Few song titles are as expressive and thorough in their descriptions of break-up whiplash than Toby Goodshank's “Baby I Feel Like I Just Got Cut in Half”. In our premiere of this indie power ballad, we celebrate the re-release of Toby's solo album Truth Jump Fall from the former-Moldy Peaches guitarist's extensive repetoire that saw the release of LA Boobs earlier this year. Never one to be confined to a singular approach, Goodshank brings us the baggage of thoughts, worries, responses and reactions that occur after that special someone drops those magic acerbic words, “we need to talk”.
The song begins with the a statement of the title's unforgiving sting in the immediate aftermath of heartbreak's onset with, “Baby I feel like I just got cut in half…today…no way,” and with the big power chord guitars strumming in you hear Toby wrestling with the divisive relationship logic and making a last ditch effort to salvage what remains after one of those bottled-up-for-too-long-talks.
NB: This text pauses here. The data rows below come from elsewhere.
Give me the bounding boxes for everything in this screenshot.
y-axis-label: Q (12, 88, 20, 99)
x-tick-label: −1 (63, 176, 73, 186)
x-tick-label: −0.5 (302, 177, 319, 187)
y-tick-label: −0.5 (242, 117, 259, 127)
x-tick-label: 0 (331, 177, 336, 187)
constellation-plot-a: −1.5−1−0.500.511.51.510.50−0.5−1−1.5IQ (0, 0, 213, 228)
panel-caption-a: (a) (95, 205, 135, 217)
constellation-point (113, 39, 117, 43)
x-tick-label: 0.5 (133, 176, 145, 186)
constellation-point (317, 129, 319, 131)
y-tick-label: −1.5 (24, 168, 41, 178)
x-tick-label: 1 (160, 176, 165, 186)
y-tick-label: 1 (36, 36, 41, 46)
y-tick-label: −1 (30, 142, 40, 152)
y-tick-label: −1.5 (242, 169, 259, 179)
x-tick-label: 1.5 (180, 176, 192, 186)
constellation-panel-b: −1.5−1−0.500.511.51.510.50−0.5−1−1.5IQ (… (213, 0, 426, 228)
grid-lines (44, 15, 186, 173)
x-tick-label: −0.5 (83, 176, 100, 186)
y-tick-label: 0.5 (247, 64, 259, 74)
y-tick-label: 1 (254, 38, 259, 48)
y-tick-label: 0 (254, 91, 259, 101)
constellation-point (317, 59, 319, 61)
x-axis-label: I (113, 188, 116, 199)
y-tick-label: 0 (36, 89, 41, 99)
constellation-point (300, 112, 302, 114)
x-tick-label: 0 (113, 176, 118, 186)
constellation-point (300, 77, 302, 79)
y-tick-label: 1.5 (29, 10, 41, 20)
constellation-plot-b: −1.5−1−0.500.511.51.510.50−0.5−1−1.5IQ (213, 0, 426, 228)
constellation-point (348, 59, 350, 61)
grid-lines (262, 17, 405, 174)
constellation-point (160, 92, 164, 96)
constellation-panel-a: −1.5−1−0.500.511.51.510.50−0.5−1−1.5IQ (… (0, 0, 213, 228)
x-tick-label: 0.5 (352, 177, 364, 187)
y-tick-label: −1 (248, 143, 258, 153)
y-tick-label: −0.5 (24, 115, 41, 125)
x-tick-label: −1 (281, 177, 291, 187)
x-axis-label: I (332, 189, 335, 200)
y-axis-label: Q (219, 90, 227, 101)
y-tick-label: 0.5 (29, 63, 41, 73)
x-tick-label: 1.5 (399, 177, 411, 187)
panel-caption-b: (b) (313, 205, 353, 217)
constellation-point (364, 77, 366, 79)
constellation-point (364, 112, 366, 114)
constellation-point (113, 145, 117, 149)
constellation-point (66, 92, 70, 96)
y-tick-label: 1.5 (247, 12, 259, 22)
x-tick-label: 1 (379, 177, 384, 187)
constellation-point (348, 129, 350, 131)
“But she told me that this pain was good and necessary to grow. And you left me to do math, it took, me days, but you told me that it was just a phase, okay, okay we're great.” However, that in-between purgatory of denial presents those larger existential problems that grow out of proportion in the absence of healthy dialogues. “I feel I'm loosing soul, my eyes are vacant and cold and I've been dreaming so long that I lost sight of my goals and now I'm spinning too and twisting down the middle.” From the ex-lover's expressions of dissent, the tail spin of the broken hearted is expressed in terms of world weary fatigue but Goodshank leaves some of his best songwriting rhyme and rhythm schemes for last. “Sometimes it seems that these invertebrate schemes are both the ends and the means to this unspeakable, unholy scene”.
Where LA Boobs showcases the folkier sides of Mr. Goodshank, Truth Jump Fall presents everything from Toby's famous anti-folk-no-need-for-genre approach that reveals hidden series of truths from one our favorite modern day troubadours.
Toby Goodshank's re-release of Truth Jump Fall is available now.